Hi; I'm back again. Here are the facts on this subject, via the weekly New
York Observer:
Musician, which had a pretty good run in the 1980's as the
celebrity-froth-free rock and jazz magazine for people who actually know
how to play music, was shut down on Feb. 8. Its glory days were long past.
In the last few years, as its original writers and editors left, it had
morphed into a trade publication, a practical monthly guide for the working
musician with features on the importance of health insurance, "two-track
ambient recording" and investment guidance from such musical luminaries as
former Journey drummer Steve Smith and "techno rocker" Moby. "It was like
watching your child get lobotomized," said Vic Garbarini, who was editor in
chief from 1979 to 1985.
The magazine was started by two friends, Gordon Baird and Sam Holdsworth,
in Boulder, Colo., in 1976. They later relocated the editorial offices to
New York.
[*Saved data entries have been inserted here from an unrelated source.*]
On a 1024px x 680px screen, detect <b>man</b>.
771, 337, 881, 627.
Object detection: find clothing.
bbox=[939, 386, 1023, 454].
A 1980 interview with Paul McCartney, published not long before
John Lennon's death, put the magazine on the map. Indeed, a recording of
the interview was nominated for a Grammy Award in 1981. By then, Messrs.
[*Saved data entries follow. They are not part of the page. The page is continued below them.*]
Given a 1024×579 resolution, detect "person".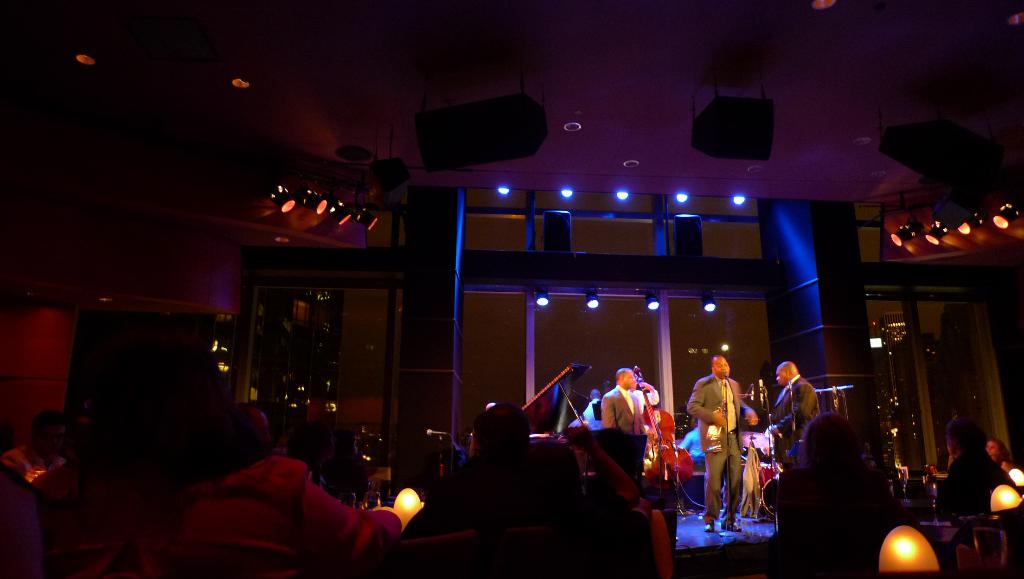
0:404:81:484.
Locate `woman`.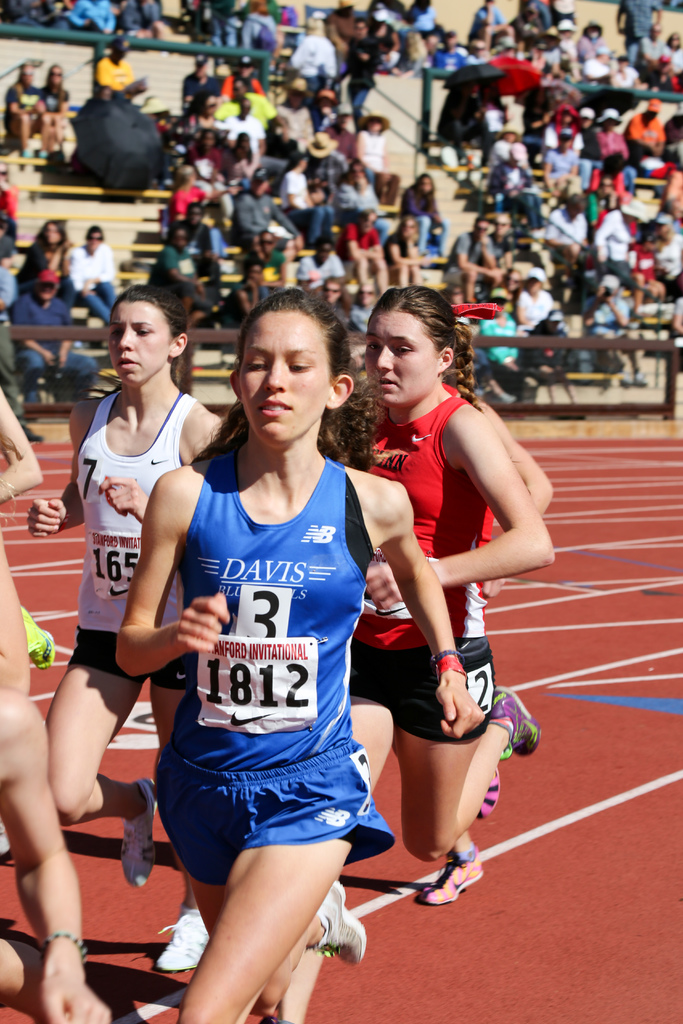
Bounding box: l=286, t=284, r=542, b=1019.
Baird and Holdsworth had brought enough marquee value to Musician to
attract the interest of Billboard, the music industry trade bible, which
bought the magazine in 1981.
As Charles M. Young, a writer and editor at Musician from 1983 until 1996,
put it, "The writers all knew something about music," and unlike the more
star-oriented Rolling Stone, "Musician got into the mystical side and the
technical side of music." In short, the magazine catered to an audience of
music cognoscenti, picking the brains of a rogues' gallery of
musicians-Keith Richards, Joe Satriani, Elvis Costello, Sinead O'Connor,
U2, T-Bone Burnett, Morrissey, George Clinton, Nirvana-and getting them to
wax about everything from the music they made to what brand of microphones
they preferred.
It worked well enough that, at a certain point in the mid-1980's, Billboard
considered taking the 125,000 circulation magazine to the next level,
beefing up its circulation and making it more of a mass-market read, like
Rolling Stone. But the owners decided to keep it small. Mr. Garbarini said
that in the 80's, the plan worked and the magazine was "making money hand
over foot." The stay-small-and-focused strategy continued under editor Bill
Flanagan, who kept the rock icon interviews and new music coverage coming
after he took the helm in 1985.
But according to Mr. Young, the magazine was slow to pick up on grunge and
"the atmosphere in the offices got rather toxic in the early 90's." By now,
Billboard had become a part of the BPI Publishing empire, alongside The
Hollywood Reporter and Amusement Business, and the management at BPI began
to meddle, some former editors said. In 1995, Mr. Flanagan left to become
vice president and editorial director at VH1, where he has successfully
repackaged the channel along the lines of his version of Musician-minus the
technogeek fixation on musicians' hardware.
With Mr. Flanagan gone, BPI hired Robert Doerschuk, a former editor at
Keyboard magazine, to make Musician less mystical, as it were, and more
practical-that is, a trade magazine for working musicians. After the
publisher was fired, the offices were moved to Nashville in 1998, where
Amusement Business is published. (Mr. Doerschuk declined to comment.) There
it remained, pumping out its no-bones financial and technical advice until
it was put out of its misery.
Mr. Garbarini, a Playboy contributor these days who also lives in Nashville
and had kept in touch with the staff, lamented that the magazine had become
a dry manual about the business. It was about "'Tell me about your business
plan,'" he said. "And nobody was interested. Of course they weren't!" A
source at the magazine confirmed that Musician's circulation had sagged
recently. It was Mr. Garbarini's understanding from talking to people at
the magazine that circulation was down to about 50,000.
Howard Lander, president of Billboard Music Group, referred calls to Karen
Oertley, an executive in Nashville who oversaw Musician. Through her
assistant, she said, "We suspended monthly publication, but we will
continue to do the Musician's Guide to Touring and Promotion twice a year."